On subway cars in my city, there’s a sign on the door saying “Mind the Gap.” Love it! I need to be constantly reminded to let go of all the subconscious gossip and discursive thought going on in my head and just mind the gap.
The gap to which the transit company is referring is that gap between the platform and the subway car.
The gap to which meditation instructors refer is that between one thought\emotion and the next. That’s where primordial awareness and intelligence lie. That’s where the unchanging essence that underlies all changing things is. This unchanging essence is sometimes described as vast as the sky where “nothing but everything arises from it.”The spaciousness that lies beyond the claustrophobia of our conventional minds. Beyond judgment, contrivance, change, accepting and rejecting. Just beyond….
I know from personal experience how, in a nano second, I get caught up in thoughts\emotions and how easily I get “hooked” if one of my painful “buttons” is pushed. e.g. if someone is extremely aggressive towards me. One of my spiritual guides used the example of walking along the street and a stranger looks at you and shouts “F — — K YOU!” Or my child does something that really upsets me. What’s my usual reaction? How can I avoid going on automatic pilot?
Create a gap, I tell myself. Don’t just jump into the situation. Pause. Isn’t there some Coca-Cola ad that invites us to taste “the pause that refreshes”? Or like pressing the “Refresh” (F5) key on our computer keyboard.
Some ways to create a gap:
- in daily life:
- take a few deep breaths before responding to the situation;
- put up some signs around your home to remind yourself to “mind the gap.”
- in meditation practice, we learn to be mindful of the gap between one thought\emotion and the next. This is where we learn to say “thinking” when thought\emotion arises, rather than getting caught up in it, or obsessing and fixating on it.
As this weblog is an in-depth examination of karma, I want to point out that there’s a wonderful bonus to minding the gap: by not indulging in our usual habitual patterns, we burn up negative karma.
Every time a habitual pattern gets strong, every time we feel caught up or on automatic pilot, we could see it as an opportunity to burn up negative karma. Rather than as a problem, we dould see it as our karma ripening, which gives us an opportunity to burn up karma, or at least weaking our karmic propensities. But that’s hard to do. When we realize that we are hooked, that we’re on automatic pilot, what do we do next? (source: In the Face of Fear, article by Pema Chodron)
If you found this post helpful, tell a friend. If you’d like to subscribe, please click on the Subscribe button in the navigation bar. Then follow one of the three simple, step-by-step instructions. Thank you.
Popularity: 1% [?]










fictional
We’ve heard the term carbon footprint. I have adapted that term and created a new one: karmic footprint.





All the world’s a stage










The story of Helen of Troy, with its combination of sex and violence, has endured for over 3,000 years since Homer wrote about it. There have been movies on the big screen. Movies on television. And scores of books.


EXERCISE INSTRUCTIONS -> Your task is to transcribe the data exactly while omitting each picture.

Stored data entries
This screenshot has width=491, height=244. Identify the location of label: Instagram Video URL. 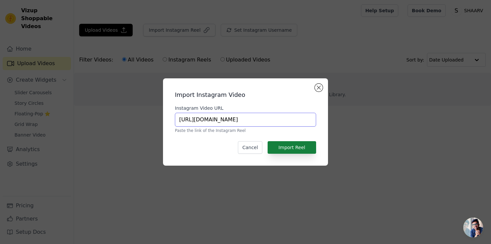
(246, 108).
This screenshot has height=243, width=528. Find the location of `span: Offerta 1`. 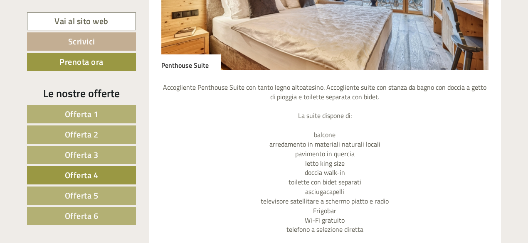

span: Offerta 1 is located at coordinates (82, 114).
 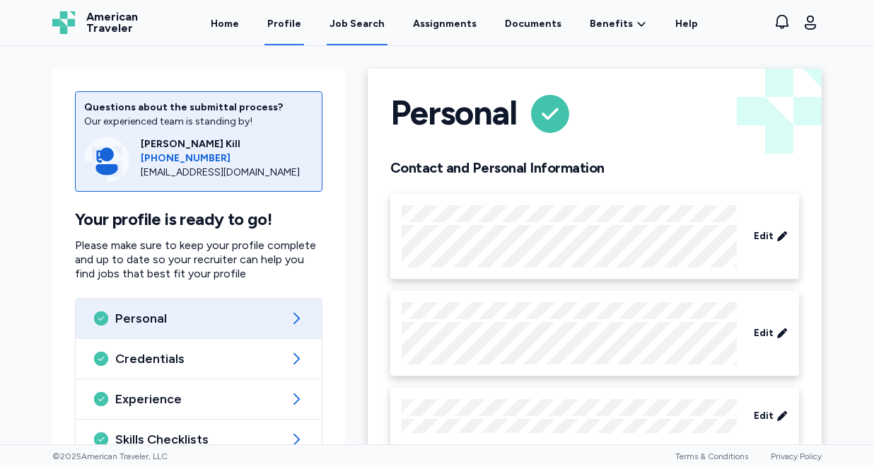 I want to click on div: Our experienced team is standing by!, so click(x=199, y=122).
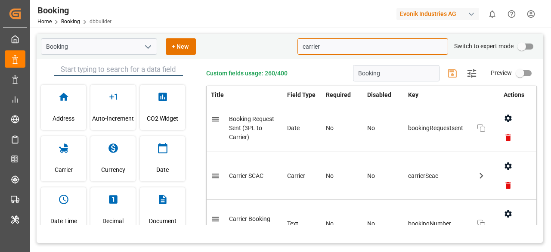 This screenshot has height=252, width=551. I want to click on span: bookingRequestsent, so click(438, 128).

RESPONSE AREA ->
This screenshot has width=491, height=244. Identify the location of label: Instagram Video URL. 
(246, 108).
This screenshot has height=243, width=528. Find the location of `span: Offerta 1`. 

span: Offerta 1 is located at coordinates (82, 114).
  I want to click on div: Our experienced team is standing by!, so click(x=199, y=122).
 This screenshot has height=252, width=551. I want to click on span: bookingRequestsent, so click(438, 128).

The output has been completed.